Suppose we have a simple player application whose state diagram looks like following.

Figure: Player State Machine Application

 

The following sample shows the way to hook dialog messages and dispatch external events to Player state machine application.  Declare an application thread context.  When the dialog opens, initialize the state machine engine in the thread context through SmeInitEngine().  In the Windows’ edition of state machine engine, this function will automatically initialize the given thread context with the following information implicitly:

 

1) SmeSetExtEventOprProc() to setup external event handling functions through Windows API GetMessage(), PostThreadMessage().

2) SmeSetMemOprProc() to setup dynamic memory management functions through new, delete operators.

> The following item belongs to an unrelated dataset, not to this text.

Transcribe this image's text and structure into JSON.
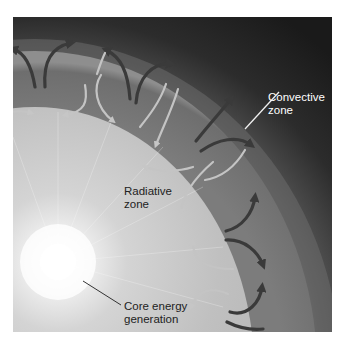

3) SmeSetTlsProc() to setup thread local storage procedure functions through Windows API TlsGetValue(), TlsSetValue().

 

It then hooks the dialog messages.  Activate the Player application in the application thread.  If an external event triggers, call the MfcPostExtIntEventToWnd() function to post an external event to dialog.  This function will post WM_EXT_EVNET_ID Windows message to the dialog.

 

#define WM_EXT_EVENT_ID      (0xBFFF)

 

When the state machine engine receives this message, translate this message to an external event and dispatch it to the destination application port if it is not null.  Otherwise, dispatch it to all active applications which run in the same application thread context.

 

// The application thread context. 
SME_THREAD_CONTEXT_T g_AppThreadContext; 
// Declare the Player state machine application variable. 
SME_DEC_EXT_APP_VAR(Player); 
 
BOOL CSamplePlayerMfcDlg::OnInitDialog() 
{ 
   CDialog::OnInitDialog(); 
    
   .... 
   // Initialize engine. 
   g_AppThreadContext.nAppThreadID = 0; 
   SmeInitEngine(&g_AppThreadContext); 
   // Hook dialog message. 
   MfcHookWnd(GetSafeHwnd()); 
   SmeActivateApp(&SME_GET_APP_VAR(Player),NULL); 
} 
 
void CSamplePlayerMfcDlg::OnButtonPower() 
{ 
   MfcSendExtIntEventToWnd(EXT_EVENT_ID_POWER, 0, 0, NULL, GetSafeHwnd()); 
} 
 
void CSamplePlayerMfcDlg::OnButtonPause() 
{ 
   // TODO: Add your control notification handler code here 
   MfcSendExtIntEventToWnd(EXT_EVENT_ID_PAUSE_RESUME, 0, 0, NULL, GetSafeHwnd()); 
} 

Download Source

 

Interested by the subject

You may download more information at http://www.intelliwizard.com/ the official site -the UML IntelliWizard open source project (4).  You can get the source code for this article at /download/869/StateWizard.zip

 

References

[1] [Computer Networks, Andrew S.Tanenbaum].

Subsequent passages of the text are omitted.